Showing posts with label chimneys. Show all posts
Showing posts with label chimneys. Show all posts

Friday, 17 December 2010

Countdown to Christmas Day 17: Granny Bloggings ponders the fat man in red...

I’m afraid I have fallen by the wayside recently with all this blogging business, luckily it was not a snowy ditch, just laziness and lack of oomph.

But here I am, Back With A Vengeance and, assuming that none of our readers are under seven, I thought I might tackle the difficult one at this time of year – do you tell them the truth or do you not?

It is difficult because you don’t want to ‘spoil the magic’, but do you want to spend the first few years of your childs’ life lying through your pearly whites to them? Do you want to confuse and maybe terrify them by persuading them that on one night of the year a complete stranger, an old man with a sack, (though, tonight not wear a stripey t-shirt, a black beret and mask, carrying a bag labeled ‘swag’, no, not a passing Frenchman but burglar Bill) can climb down their chimney and leave them sweets and toys which you will then encourage them to take and eat despite spending all year drumming into their innocent little heads that they must never, ever, take sweets or toys from a stranger!

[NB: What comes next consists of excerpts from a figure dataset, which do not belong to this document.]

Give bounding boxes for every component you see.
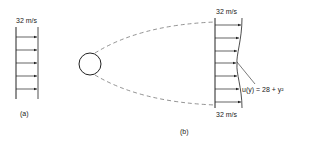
profile-equation: u(y) = 28 + y² <box>242 86 284 94</box>
panel-a-velocity-label: 32 m/s <box>16 17 38 24</box>
panel-b-caption: (b) <box>180 128 189 136</box>
cylinder-icon <box>79 53 101 75</box>
panel-b-top-velocity-label: 32 m/s <box>216 8 238 15</box>
equation-leader-line <box>237 62 255 84</box>
panel-b-wake-diagram: 32 m/s u(y) = 28 + y² 32 m/s (b) <box>79 8 284 136</box>
wake-boundary-lower <box>95 75 215 105</box>
panel-a-uniform-profile: 32 m/s (a) <box>16 17 38 118</box>
panel-a-caption: (a) <box>20 110 29 118</box>
panel-b-bottom-velocity-label: 32 m/s <box>216 111 238 118</box>
fluid-flow-diagram: 32 m/s (a) 32 m/s u(y) = 28 + y² 32 m/s … <box>0 0 309 145</box>
wake-boundary-upper <box>95 22 215 53</box>
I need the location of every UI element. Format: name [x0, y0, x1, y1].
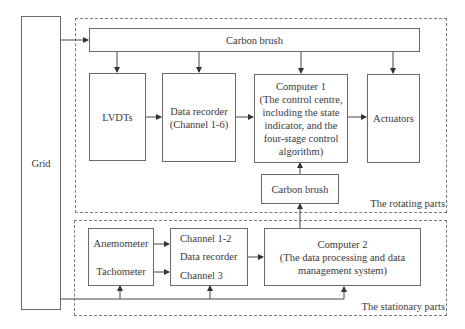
computer2-line2: (The data processing and data	[280, 251, 405, 264]
data-recorder-stationary-label: Data recorder	[180, 250, 237, 263]
data-recorder-stationary-box: Channel 1-2 Data recorder Channel 3	[170, 228, 248, 286]
channel-3-label: Channel 3	[180, 269, 223, 282]
data-recorder-line1: Data recorder	[170, 105, 227, 118]
stationary-parts-label: The stationary parts	[362, 301, 445, 312]
tachometer-label: Tachometer	[96, 265, 145, 278]
sensors-box: Anemometer Tachometer	[88, 228, 154, 286]
computer1-line1: Computer 1	[276, 80, 326, 93]
computer2-line3: management system)	[298, 264, 387, 277]
carbon-brush-top-box: Carbon brush	[89, 28, 420, 52]
carbon-brush-top-label: Carbon brush	[226, 34, 283, 47]
computer1-line5: four-stage control	[264, 132, 339, 145]
channel-1-2-label: Channel 1-2	[180, 232, 232, 245]
anemometer-label: Anemometer	[94, 237, 149, 250]
computer1-line6: algorithm)	[279, 145, 323, 158]
lvdts-label: LVDTs	[102, 111, 132, 124]
computer1-line3: including the state	[263, 106, 340, 119]
computer1-box: Computer 1 (The control centre, includin…	[254, 74, 348, 163]
computer2-line1: Computer 2	[318, 238, 368, 251]
grid-box: Grid	[21, 16, 61, 310]
data-recorder-line2: (Channel 1-6)	[170, 118, 229, 131]
lvdts-box: LVDTs	[89, 73, 146, 161]
data-recorder-rotating-box: Data recorder (Channel 1-6)	[162, 73, 236, 162]
actuators-box: Actuators	[367, 74, 420, 163]
computer1-line2: (The control centre,	[259, 93, 342, 106]
carbon-brush-mid-label: Carbon brush	[272, 183, 329, 196]
computer2-box: Computer 2 (The data processing and data…	[264, 228, 421, 286]
rotating-parts-label: The rotating parts	[370, 198, 445, 209]
actuators-label: Actuators	[373, 112, 414, 125]
carbon-brush-mid-box: Carbon brush	[261, 174, 339, 204]
computer1-line4: indicator, and the	[265, 119, 338, 132]
grid-label: Grid	[31, 157, 50, 170]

I told CKs’ mother when she was a small child that I would never lie to her and I told her that the Santa story was just that, a delightful tale which she could enjoy in the safety of her perfectly secure home. I told her that if she believed in the magic of the story then it would be alive for her and I am willing to bet a very small amount that my 31 year old daughter will be leaving out a sherry for Santa and a carrot for Rudolph this Christmas eve, and still loving every minute of it.

I grew up in the small Dorset village of Corfe Castle and every year Santa arrived in the village in a spectacular way; sometimes on the steam train (as he does now) sometimes on a sleigh drawn by my friends’ cart horse, once, I remember, he appeared up on the roof of a building in the village square and climbed down a large red chimney, which I am sure was not there the day before or the day after. He appeared in the bedroom window below and carefully place many colourfully wrapped presents at the foot of a childs’ bed – the child dutifully stayed asleep throughout this, his five minutes of fame. I was awe struck, I remember loving every second of every Santa-coming every year and often I had been present when the plans were made by my father and the other village worthies, so I usually knew who ‘Santa’ was and what was going to happen. Did it spoil the magic? Not one bit.